Who owns compatibility: skip vs gate
The two sides are not redundant; they cover different failures, and the right split depends on how many client versions you serve. The table names the three server-side mechanisms; the comparison then shows how the client-side skip and the server-side gate divide the work.
| Mechanism | Layer | Knob | Old-client effect |
|---|---|---|---|
| Additive endpoint versioning | Workflow | /app/v6..v15/init, each a superset | Ignores new top-level keys |
| Content_bit allowlist + semver floor | Content | SUPPORTED_BIT_TYPES_BY_APP per app/version | Unsupported type → HTTP 422 UNSUPPORTED_BIT_TYPE |
| Feature-flag + platform gating | Workflow | gate.flag, gate.platforms_exclude, config.enabled | Gated step/workflow removed server-side (fail-open/fail-safe) |
| Axis | Client-side skip (Alphazed FE) | Server-side gate (Alphazed BE) |
|---|---|---|
| Where decided | In the renderer, at render time | In Flask, before the JSON is sent |
| Unknown section / bit | warn-once + render null | filtered out of the payload |
| Unknown widget | StepHost auto-advances the graph | gated step → config.enabled=false |
| Newer bit on old client | web allowlist → EmptyState | semver floor → HTTP 422 |
| Whole broken flow | (renderer cannot help) | validation fails → workflow omitted → legacy fallback |
| Best when | one client, you control it | many app versions in the wild |
The contrast with case #1 makes the trade concrete. SpatialX asserts a safe fallback but is a single web client it controls end to end, so it can lean almost entirely on client-side skipping. Alphazed serves many app versions it cannot force-update, so it duplicates the guarantee on the server: the allowlist and gates make sure an old client is never even offered something it cannot render. The rule of thumb: skip on the client so nothing crashes; gate on the server so old clients are never sent what would crash them — and the more versions you serve, the more the server must carry.
Key takeaways
- Forward compatibility is the crux of SDUI: because the server ships UI without waiting for clients, some client will always receive an unknown
type, and both client and server need an answer. - Client-side, unknown section and bit names warn-once and render null; an unknown widget auto-advances the graph (replacing its history slot, firing no side-effects) so a funnel cannot dead-end.

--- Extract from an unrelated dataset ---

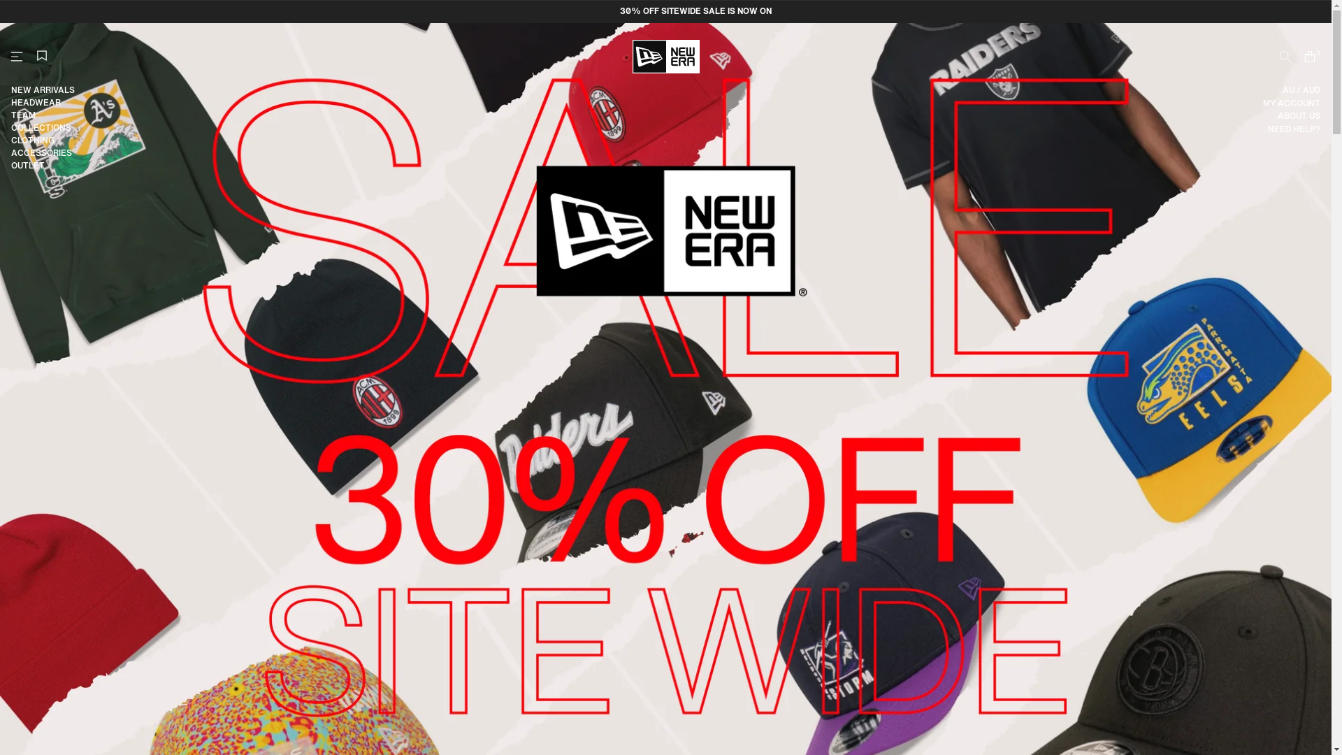  What do you see at coordinates (43, 141) in the screenshot?
I see `CLOTHING` at bounding box center [43, 141].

- The asymmetry is deliberate: structural errors hard-fail at
parseWorkflowDef, but unknown widget/section/bit names skip — structure is load-bearing, vocabulary is forward-compatible. - The web allowlist (
WEB_PLAYABLE_BIT_TYPES) filters unplayable bits before render, so an all-unplayable section shows a purposefulEmptyStateinstead of a blank frame. - Server-side mechanism 1:
/app/v6..v15/initis strictly additive, so old clients ignore new top-level keys; workflowids carry version suffixes for clean funnels. - Server-side mechanism 2:
SUPPORTED_BIT_TYPES_BY_APPuses semver version floors; an unsupported type raises HTTP 422UNSUPPORTED_BIT_TYPEinstead of a silent blank. - Server-side mechanism 3: feature-flag and platform gating resolve server-side (fail-open, fail-safe); gated steps get
config.enabled=falsewith transitions intact, and a workflow that fails validation is omitted so the client falls back to legacy. - Division of labor: a single controlled client can lean on client-side skipping; serving many app versions forces the guarantee onto the server via the allowlist and gates.
Checklist
- [ ] I can state why an unknown
typeis inevitable in SDUI and name the two places to handle it. - [ ] I can explain warn-once + null and why an unknown widget must auto-advance instead.
- [ ] I can describe the structure-vs-vocabulary asymmetry and justify why each side behaves as it does.
- [ ] I can explain how the web allowlist yields an
EmptyStaterather than a blank screen. - [ ] I can describe additive endpoint versioning and why old clients stay safe.
- [ ] I can read
SUPPORTED_BIT_TYPES_BY_APP, explain a semver version floor, and say when a 422 is raised. - [ ] I can explain feature-flag/platform gating, fail-open vs fail-safe, and the omit-workflow legacy fallback.
- [ ] I can contrast client-side skip with server-side gate and say which a single-client vs many-version product should lean on.